But JOOOT’s most radical departure from the mainstream might be their promise to “never jeopardize student needs in the name of donors’ political interests.” Unlike Hillel International, which spent roughly $51.7 million on Jewish programming on its campus centers in 2018, JOOOT groups operate largely without funding, or are scrappily self-fundraised (Open Hillel provides organizational advice and visibility, but not financial support). For example, Brown University’s Friday Night Jews (FNJ), which hosts a weekly potluck Shabbat dinner, relies on students to cook and host the meal. FNJ began as an informal Shabbat dinner gathering in 2016, as a space for Jewish students who were feeling fed up with Hillel’s limitations regarding Israel/Palestine discourse, after the Brown/RISD Hillel rescinded sponsorship of a film screening by the Israeli nonprofit Zochrot, an organization that educates Jewish Israelis about the Nakba. Hal Triedman, who helped plan JOOOT’s inaugural conference and who was an FNJ participant early on, explained to me the thinking behind organizing the group: “We said, let’s make Shabbat dinner and talk about the stuff we can’t talk about at Hillel.” 

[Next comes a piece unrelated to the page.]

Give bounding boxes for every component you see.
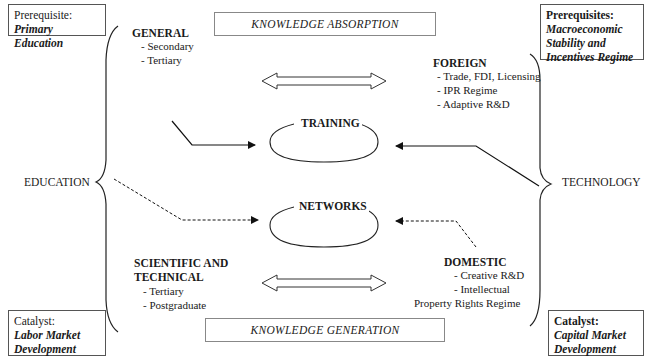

Hillel International’s website plainly states that “Israel is at the heart of Hillel’s work.” Its standards of partnership limit which speakers and organizations campus chapters may associate or co-host events with—excluding not only groups that support BDS, but also those that identify as anti-Zionist or “exhibit a pattern of disruptive behavior.” Critics feel that language barring “disruptive” student groups on campus in order to “foster an atmosphere of civility” is overly broad and reveals an aversion to working with student activist groups and organizers. Both JOOOT and Open Hillel argue that Hillel International limits discussion and collaboration to fairly right-wing, pro-Israel individuals and groups. Very few Palestinian student groups—or Palestinian people, for that matter—meet Hillel’s standards to co-host an event or to appear as a speaker; even Jewish groups like Jewish Voice for Peace (JVP) are disallowed due to their support for BDS. For a long time, if they wanted to find any difference of opinion on the issue of Israel/Palestine, Jewish students have had to exit Jewish spaces like Hillel. 

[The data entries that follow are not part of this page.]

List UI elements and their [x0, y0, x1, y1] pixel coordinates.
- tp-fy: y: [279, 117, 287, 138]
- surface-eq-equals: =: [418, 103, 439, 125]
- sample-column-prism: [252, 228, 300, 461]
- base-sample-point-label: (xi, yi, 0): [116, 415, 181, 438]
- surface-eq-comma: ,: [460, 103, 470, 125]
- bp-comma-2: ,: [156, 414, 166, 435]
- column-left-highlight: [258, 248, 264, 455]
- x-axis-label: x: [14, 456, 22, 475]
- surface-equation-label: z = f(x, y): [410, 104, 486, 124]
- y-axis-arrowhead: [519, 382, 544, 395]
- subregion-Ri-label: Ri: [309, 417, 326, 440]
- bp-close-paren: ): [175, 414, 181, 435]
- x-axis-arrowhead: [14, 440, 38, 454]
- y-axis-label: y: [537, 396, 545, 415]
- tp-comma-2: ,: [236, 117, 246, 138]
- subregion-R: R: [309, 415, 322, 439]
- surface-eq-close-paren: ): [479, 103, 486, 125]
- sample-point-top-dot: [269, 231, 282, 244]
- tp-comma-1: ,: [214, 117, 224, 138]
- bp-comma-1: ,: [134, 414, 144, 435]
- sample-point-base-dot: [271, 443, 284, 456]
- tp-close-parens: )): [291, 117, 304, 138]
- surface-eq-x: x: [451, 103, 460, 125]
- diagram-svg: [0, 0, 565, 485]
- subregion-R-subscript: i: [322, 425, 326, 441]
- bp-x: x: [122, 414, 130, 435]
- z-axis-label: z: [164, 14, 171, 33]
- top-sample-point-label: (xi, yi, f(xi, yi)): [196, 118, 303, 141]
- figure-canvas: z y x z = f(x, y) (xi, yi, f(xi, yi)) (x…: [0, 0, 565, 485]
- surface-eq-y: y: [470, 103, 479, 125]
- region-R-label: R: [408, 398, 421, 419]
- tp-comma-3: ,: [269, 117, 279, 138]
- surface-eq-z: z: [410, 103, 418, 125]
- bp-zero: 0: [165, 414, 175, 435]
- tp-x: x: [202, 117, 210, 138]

By contrast, JOOOT’s guidebook offers a template for Jewish communities to engage in conversations about the Israeli–Palestinian conflict across political difference. And though they’re explicit about organizing around a certain politic, they are serious about maintaining a welcoming stance and leaving room for dialogue. One section explicitly acknowledges and interrogates this tension: “How can the group be socially inclusive while maintaining an identity as an alternative space for those pushed out of other Jewish spaces, especially around Zionism? It’s also important to leave space for people to grow, explore, and potentially expand their political identities.”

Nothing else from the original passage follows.